Tuesday, May 5, 2009

Prejudging Prejean

I have so many mixed emotions about these semi-nude photos of Miss California Carrie Prejean, exposed on TheDirty.com.

When asked about gay marriage at the Miss USA pageant, Prejean said that it was great that Americans had a choice. The fact is that they don't have a choice except in Connecticut, Massachusetts and Iowa (it will be legal in Vermont on 9/1), so Prejean is ignorant at best.

I also think that anyone who denies basic civil rights to any citizen is a bigot. All the arguments against gay marriage mirror the comments made during the civil rights struggle, when African-Americans were denied their equal rights under the law.

Then came word that the California state pageant paid for Prejean to get breast implants in order to put her "in the best possible light on a national stage" , thus making her a first class phony.

I applaud any woman who gets breast surgery to correct deformities, reduce excessive size, or for reconstruction after a mastectomy, but when an obviously attractive and healthy woman gets breast augmentation merely to win a contest, it puts her in the porn star category as someone just selling his or her body for money. It's objectifying the already objectified.

So when a bible-thumping ignorant bigoted phony is shown posing in sexy lingerie with a come-hither look on her face, she adds hypocrite to her rapidly expanding list of labels.

I really don't care if she posed totally nude, or topfree, or even made a sex tape - the problem here is that she has taken hypocrisy to a new stratospheric level by wearing her religion on the sleeve of one arm, while wearing her sexed-up phoniness on the other.

I don't know Carrie Prejean, she might well be a fine person and all of this is merely a public-relations disaster, or she might be a victim of the whole pageant industry which has gone from celebrating female beauty to manufacturing it.

Beauty pageants have disappeared from nudist resorts, and the Miss America Pageant, once the queen of them all, has trouble finding a basic cable channel to carry their event. Perhaps this Carrie Prejean fiasco will spell the end of this outdated, sexist and objectifying practice, or the old adage of "all publicity is good publicity" will actually generate more interest by a public hungry for tawdriness.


**Activity:** Look through the listing below and work out how many of its lines hold the word "cell". Give only the number.

▽

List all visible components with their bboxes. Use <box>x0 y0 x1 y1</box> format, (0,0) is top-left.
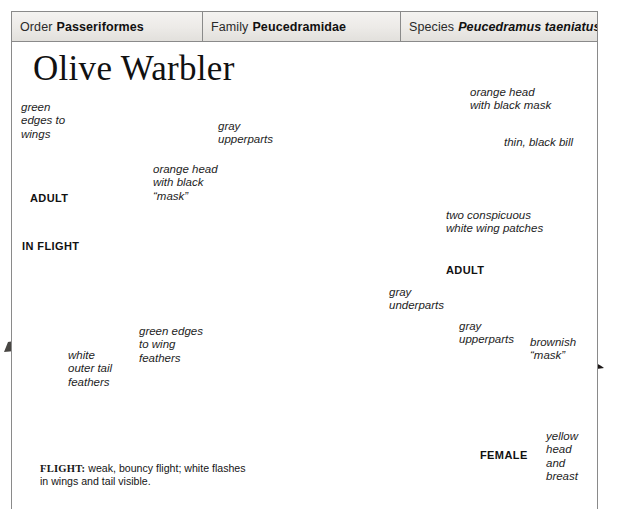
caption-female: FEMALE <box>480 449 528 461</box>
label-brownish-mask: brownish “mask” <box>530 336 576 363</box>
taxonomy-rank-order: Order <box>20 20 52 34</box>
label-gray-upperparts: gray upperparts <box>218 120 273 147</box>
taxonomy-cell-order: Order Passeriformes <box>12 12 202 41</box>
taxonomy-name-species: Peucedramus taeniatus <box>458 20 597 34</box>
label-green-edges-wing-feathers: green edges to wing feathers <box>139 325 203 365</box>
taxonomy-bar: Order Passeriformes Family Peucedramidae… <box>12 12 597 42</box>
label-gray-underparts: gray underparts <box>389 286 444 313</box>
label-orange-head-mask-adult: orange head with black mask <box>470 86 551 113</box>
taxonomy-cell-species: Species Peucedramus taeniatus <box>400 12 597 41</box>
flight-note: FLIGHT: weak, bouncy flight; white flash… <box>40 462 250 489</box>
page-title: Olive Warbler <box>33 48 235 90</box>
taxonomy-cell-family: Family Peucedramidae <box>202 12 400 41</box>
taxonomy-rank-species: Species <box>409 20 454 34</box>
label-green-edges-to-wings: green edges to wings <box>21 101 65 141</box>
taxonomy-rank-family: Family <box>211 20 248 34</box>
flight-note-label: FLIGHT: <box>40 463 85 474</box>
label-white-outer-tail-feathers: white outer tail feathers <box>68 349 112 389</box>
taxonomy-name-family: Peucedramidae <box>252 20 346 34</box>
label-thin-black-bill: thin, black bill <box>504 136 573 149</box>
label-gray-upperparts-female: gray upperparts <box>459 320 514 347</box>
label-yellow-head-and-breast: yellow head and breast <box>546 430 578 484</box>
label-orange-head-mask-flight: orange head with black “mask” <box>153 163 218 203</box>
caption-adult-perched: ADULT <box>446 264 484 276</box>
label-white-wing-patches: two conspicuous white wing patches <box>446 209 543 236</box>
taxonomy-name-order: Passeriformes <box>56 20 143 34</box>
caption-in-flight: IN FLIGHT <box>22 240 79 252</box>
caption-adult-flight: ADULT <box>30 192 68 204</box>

△

**Result of this exercise:** 3